The benefits of social networking as a marketing tool for small business are well documented. It costs nothing to start and grow your own social media presence and following to which you can broadcast all kinds of engaging and promotional information. Unfortunately smaller business is proving slow to convince, with still relatively few SMEs providing […]
Craig Reardon
Craig Reardon

The benefits of social networking as a marketing tool for small business are well documented.

It costs nothing to start and grow your own social media presence and following to which you can broadcast all kinds of engaging and promotional information.

Unfortunately smaller business is proving slow to convince, with still relatively few SMEs providing an active social networking presence.

And there are very good reasons for this social reticence.

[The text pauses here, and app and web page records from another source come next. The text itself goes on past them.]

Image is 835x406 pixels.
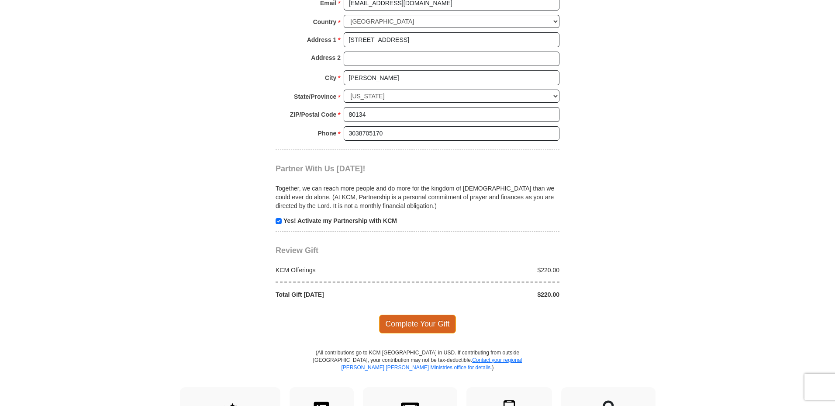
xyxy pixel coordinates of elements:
div: KCM Offerings [271,266,418,274]
div: $220.00 [418,290,565,299]
div: $220.00 [418,266,565,274]
strong: Country [313,16,337,28]
a: Contact your regional [PERSON_NAME] [PERSON_NAME] Ministries office for details. [341,357,522,371]
strong: Phone [318,127,337,139]
span: Complete Your Gift [379,315,457,333]
strong: Address 2 [311,52,341,64]
p: Together, we can reach more people and do more for the kingdom of [DEMOGRAPHIC_DATA] than we coul... [276,184,560,210]
strong: State/Province [294,90,336,103]
span: Partner With Us [DATE]! [276,164,366,173]
p: (All contributions go to KCM [GEOGRAPHIC_DATA] in USD. If contributing from outside [GEOGRAPHIC_D... [313,349,523,387]
strong: City [325,72,336,84]
div: Total Gift [DATE] [271,290,418,299]
strong: Yes! Activate my Partnership with KCM [284,217,397,224]
strong: Address 1 [307,34,337,46]
span: Review Gift [276,246,319,255]
strong: ZIP/Postal Code [290,108,337,121]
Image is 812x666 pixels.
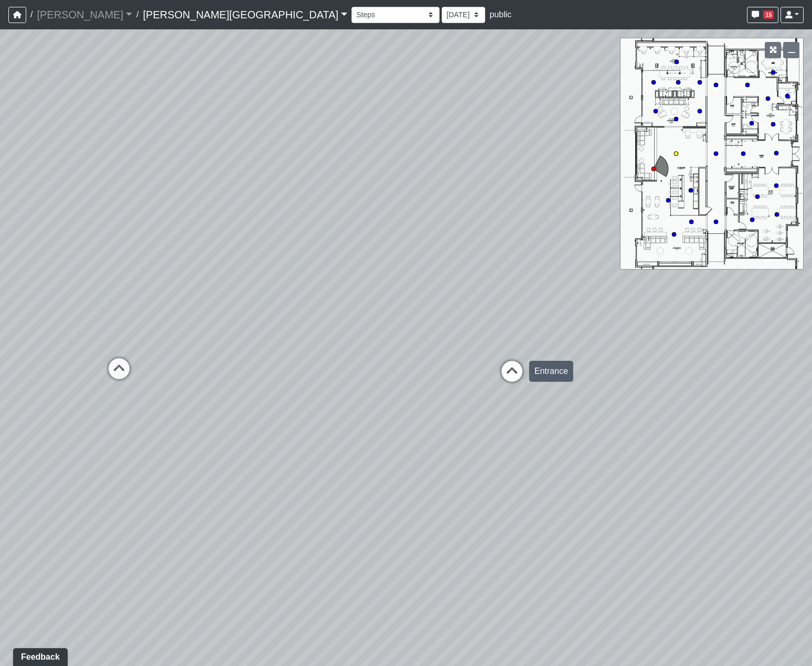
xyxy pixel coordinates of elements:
button: 15 [747,7,778,23]
div: Entrance [529,361,573,382]
span: 15 [763,11,774,19]
iframe: Ybug feedback widget [8,646,69,666]
span: public [490,10,511,19]
span: / [26,4,36,25]
a: [PERSON_NAME][GEOGRAPHIC_DATA] [142,4,347,25]
span: / [132,4,142,25]
a: [PERSON_NAME] [36,4,132,25]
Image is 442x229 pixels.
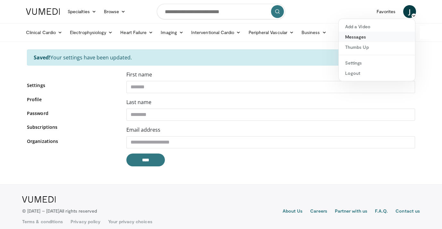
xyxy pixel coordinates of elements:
[396,208,420,215] a: Contact us
[126,98,151,106] label: Last name
[298,26,330,39] a: Business
[22,218,63,225] a: Terms & conditions
[339,58,415,68] a: Settings
[27,110,117,116] a: Password
[187,26,245,39] a: Interventional Cardio
[335,208,367,215] a: Partner with us
[100,5,130,18] a: Browse
[34,54,50,61] strong: Saved!
[339,21,415,32] a: Add a Video
[64,5,100,18] a: Specialties
[339,42,415,52] a: Thumbs Up
[126,126,160,133] label: Email address
[157,26,187,39] a: Imaging
[27,96,117,103] a: Profile
[22,208,97,214] p: © [DATE] – [DATE]
[373,5,399,18] a: Favorites
[283,208,303,215] a: About Us
[22,196,56,202] img: VuMedi Logo
[245,26,298,39] a: Peripheral Vascular
[375,208,388,215] a: F.A.Q.
[27,138,117,144] a: Organizations
[27,49,415,65] div: Your settings have been updated.
[59,208,97,213] span: All rights reserved
[108,218,152,225] a: Your privacy choices
[338,19,415,81] div: J
[27,82,117,89] a: Settings
[22,26,66,39] a: Clinical Cardio
[66,26,116,39] a: Electrophysiology
[339,68,415,78] a: Logout
[116,26,157,39] a: Heart Failure
[26,8,60,15] img: VuMedi Logo
[403,5,416,18] a: J
[157,4,285,19] input: Search topics, interventions
[126,71,152,78] label: First name
[310,208,327,215] a: Careers
[71,218,100,225] a: Privacy policy
[339,32,415,42] a: Messages
[27,124,117,130] a: Subscriptions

An eye opener in Doncaster

Recently I was asked to present an introductory session on social networking for business to a group of local smaller business operators in Melbourne’s eastern suburbs.

The group was typical of your smaller business audience: everyone from retailers to home-based business operators to small manufacturers, all keen to find out more about this much vaunted medium.

But it wasn’t long before this keenness turned to something approaching at best nervousness, at worst downright fear.

As much as I pointed out the benefits that a well planned and executed social networking program could provide, the factor that had the room murmuring with trepidation was when it came to handling negative responses on their various social networks.

Managing negative comments or worse

It was when I demonstrated some real life visitor responses on business social networking pages that the mood took a turn for the worse.

Many were shocked that page visitors could show such spite and vitriol to a fellow small and ultimately well-meaning business operator.

Others soon realised just how much monitoring and maintenance was required to keep their social networking presence not only free of unsupervised nasties, but replying to pretty much anyone who commented or asked them a question.

Others again realised how exposed their business was, and how handing it over to your well-meaning child or other family member was all of a sudden not an option.

The reaction of the group underscored why small business are just so loath to embrace such a powerful and cheap promotional medium.

As much as they are interested in a medium which costs nothing to establish and maintain, the fundamental obstacle that keeps rearing its ugly head is time.

Time, the real enemy

Time to learn how it works, time to attract new friends and followers, time to post relevant information and time to respond to those who comment: then, once some mastery of the medium is achieved, time to monitor results and improve.

But it’s the learning curve component which remains the biggest barrier to entry.

It has to be remembered that the vast bulk of smaller business operators are quite different in age to young social networking power users.

According to ABS statistics, 90% of Australian small business owners are older than 30.

Conversely, the largest group of Facebook users is the under 30 demographic.

So social networking doesn’t come as naturally to smaller business operators as it does to its core user group.

Generation gaps

Therefore they need to spend time and/or money on getting their sea legs in a medium that (again) takes time to realise a positive return on investment. And they are both something that most have had little of in recent times.

And as last week’s controversial Internet Secret pointed out, the notion of providing and maintaining regular information is something that smaller business is completely unaccustomed to – unlike their well-resourced bigger business counterparts.

As young and regular social networkers come to own their own businesses, Social Networking will gradually become a mainstay of small business communication and marketing plans.

But for the current crop of small business owners, it will remain something that eludes them for some time yet – despite their interest in its well-documented benefits.

In addition to being a leading eBusiness educator to the smaller business sector, Craig Reardon is the founder and director of independent web services firm The E Team, which was established to address the special website and web marketing needs of SMEs in Melbourne and beyond.